Apparently, street food is all the rage. As with most trends, I’m late hopping on the bandwagon. It reminds me of the year I asked for a Cabbage Patch Doll for Christmas months after the cool kids had requested theirs, leaving me holding a homemade “Cabbage Patch” with a head made from stuffed nylons. True story. In retrospect, I now realize my doll was more awesome.
Back to food trucks. I’ve known of the Lobster truck, with its butter-soaked lobster rolls ($15), for at least a year. Of course, I haven’t actually tried one yet, because I’m so cheap I can’t justify a double-digit lunch, but I’ve at least seen it before. Maybe if I ever have cause to celebrate, I’ll go bananas and find a friend to split a roll with me. Because I’m just that wild!
Today I didn’t pack a lunch with the express purpose of treating myself to some sort of truck cuisine. I wasn’t disappointed. Around noon, I pulled up the food truck tracking website, which features a Google map that begins populating with real-time locations of food trucks based on the location of their tweets. (Note: Twitter actually does serve a purpose!)
I saw that there was a solid concentration of six trucks about a block from my office, lining the north side of McPherson Square. So I ventured up and surveyed the land. My options included: BBQ, Indian, Middle Eastern, Pizza, Pies, and a completely out of place ice cream van of the variety generally driven by pedophiles.
I skipped the molester-mobile, and instead chose Dangerously Delicious Pies, completely at random. This Baltimore-based eatery rewarded me with a menu that perfectly matched my (previously unarticulated) craving: slices of sweet or savory pies for $7.50 each, with options like sausage-fennel-tomatoes or spicy cilantro chicken on the savory side, and key lime for dessert.
I opted for the S.M.O.G. — steak, mushrooms, onions and gruyere — which I (making sure everyone understood me to be the virgin I was) ordered by stating each letter: “I’d like the S-M-O-G.”

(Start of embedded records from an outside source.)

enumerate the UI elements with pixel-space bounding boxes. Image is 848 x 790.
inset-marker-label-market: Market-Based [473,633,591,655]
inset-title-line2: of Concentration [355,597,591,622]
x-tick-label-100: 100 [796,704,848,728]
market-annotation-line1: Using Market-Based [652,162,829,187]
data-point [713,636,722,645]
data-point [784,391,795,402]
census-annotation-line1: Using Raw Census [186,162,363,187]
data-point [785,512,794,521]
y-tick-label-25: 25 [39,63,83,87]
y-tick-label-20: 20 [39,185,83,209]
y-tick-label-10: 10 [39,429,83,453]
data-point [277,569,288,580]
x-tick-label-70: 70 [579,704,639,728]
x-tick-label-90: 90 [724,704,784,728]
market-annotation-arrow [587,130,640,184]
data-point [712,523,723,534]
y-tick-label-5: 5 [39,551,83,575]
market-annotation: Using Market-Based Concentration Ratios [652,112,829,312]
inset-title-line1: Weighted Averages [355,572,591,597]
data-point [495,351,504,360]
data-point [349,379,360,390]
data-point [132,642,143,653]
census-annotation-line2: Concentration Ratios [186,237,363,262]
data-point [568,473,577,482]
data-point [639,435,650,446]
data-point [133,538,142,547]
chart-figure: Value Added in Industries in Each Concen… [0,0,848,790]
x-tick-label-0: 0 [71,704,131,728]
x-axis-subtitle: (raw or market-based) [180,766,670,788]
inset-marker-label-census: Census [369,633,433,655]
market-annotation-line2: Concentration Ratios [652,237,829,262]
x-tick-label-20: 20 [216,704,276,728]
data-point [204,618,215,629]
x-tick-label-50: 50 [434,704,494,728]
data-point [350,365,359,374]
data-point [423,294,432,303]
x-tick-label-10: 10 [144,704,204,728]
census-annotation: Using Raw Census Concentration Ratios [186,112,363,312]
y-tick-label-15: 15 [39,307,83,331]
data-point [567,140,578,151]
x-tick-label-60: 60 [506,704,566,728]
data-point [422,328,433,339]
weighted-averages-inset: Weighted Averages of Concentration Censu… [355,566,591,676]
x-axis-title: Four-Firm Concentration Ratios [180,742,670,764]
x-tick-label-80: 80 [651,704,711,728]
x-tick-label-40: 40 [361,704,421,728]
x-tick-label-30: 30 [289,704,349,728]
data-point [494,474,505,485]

From inside the truck, I heard someone say, “Another smog? I’m on it!”
Damn. Kind of like how I named my fake Cabbage Patch Kid, “Jillian,” thinking it sounded exotic enough that people might be fooled into thinking it was the real deal, because who would name a doll that, if not a factory (prepared to give you street cred by providing a bonafide, factory-produced doll birth certificate)?(Apparently I haven’t gotten any slicker with age.
When my SMOG was handed to me, it filled every nook of the triangle-shaped container. Although it was a gorgeous day and there were plenty of open benches in the Square, I rushed back to my office so I could eat it without the risk of a bird shitting on it. Wise.
The verdict? Excellent. (A blend of spices would’ve made it a bit more interesting, perhaps, but as-is, the flavors all worked together so well that it was solid in its simplicity. I guess if I want spices, I’ll have to try the sausage or cilantro chicken next time – a challenge I’m definitely up for!)
Tonight I was telling Alan about my lunchtime exploration, and whenever he mentioned my lunch, he kept referencing pizza, and I would gently correct him. Finally, near the end of our call, as I mentioned that I needed to cook dinner, he said something like, “Oh, that pizza didn’t fill you up at lunch?”
And with some passion completely out of scale for the topic, I replied, “For the last time. It wasn’t a goddamned pizza! It was a pie! a pie!”
“Like a pizza pie, right?” he pressed. And because I was too tired to realize he was now just trying to get a rise out of me, I responded. “No! It was an actual pie. A savory pie with a crust. Like a shepherd’s pie.”
“Oh, so you mean it didn’t have a bottom crust?” Alan continued, with the same pleasure Henry VIII probably derived from bear baiting.
I finally wised up. But I’ve filed this away and begun plotting my revenge. When Alan gets back to the U.S. and decides he wants to try one of these tasty pies, I think I’ll bring him a slice of pizza instead. And I’ll name it Jillian and see if he can tell the difference.
The pie sounds awesome (though I’d have gone Indian), but I’m sorry to say, Jillian kinda sucked. I remember the stunned silence in the car when mom (and you?) came out with her. Mom was no doubt fuming (“I paid $xx for this??”) and you were trying to stoically face yet another Christmas gift gone sour.
I had the same Cabbage Patch Doll experience – got the fake (aka homemade) instead of the real one. I still don’t think it was awesome. Didn’t our parents realize that we were smart enough to know the difference?
I think my parents thought that as long as my doll had a belly button, it would be close enough.